Payments giant Visa published a blog post outlining a new solution that enables automated programmable payments for self-custodial wallets on Ethereum.
According to the blog post, the concept involves potentially handing access to one’s private keys to a smart contract in charge of making payments on one’s behalf.
In essence, auto-payments have the potential to jeopardize the security offered by self-custody, and enabling auto-payments for self-custodial wallets is difficult.
Visa proposes Account Abstraction (AA) that combines user accounts and smart contracts into just one Ethereum account type by making user accounts function like smart contracts.
Utilizing AA, Visa intends to develop a new kind of account contract called a “delegable account” as its answer to auto payments. On a delegable account, which would not need the owner’s signature each time a payment is made, users would be able to build a whitelist of pre-approved auto payments.
Ethereum is made for “push payments,” which are transactions that are often sent with the requirement for user signatures.
Visa wants to let merchants begin “pull payments”; customers could choose to accept these recurring payments, which could be limited to a specific monthly payment limit or customized.
A modification in how the Ethereum network handles accounts is necessary for the implementation.
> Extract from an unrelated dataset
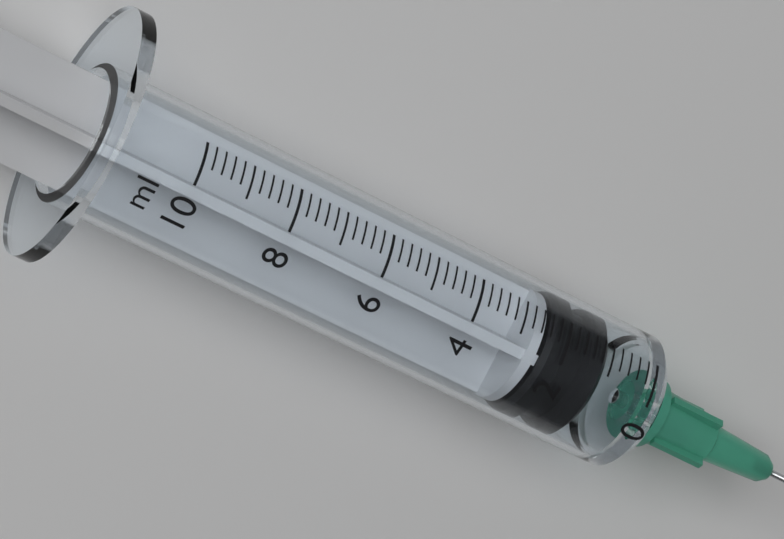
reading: 1.0 ml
At the moment, only user accounts are permitted to start transactions on Ethereum’s mainnet; smart contracts are not.
The StarkNet scaling platform was used by Visa to implement the solution because account abstraction, which enables smart contracts to process transactions on behalf of a customer, isn’t yet operational on Ethereum Mainnet.
Visa stated, “We see auto-payments as a core functionality that the existing blockchain infrastructure lacks. Using the approach we have introduced, other real-world applications beyond recurring payments could be brought to the blockchain.”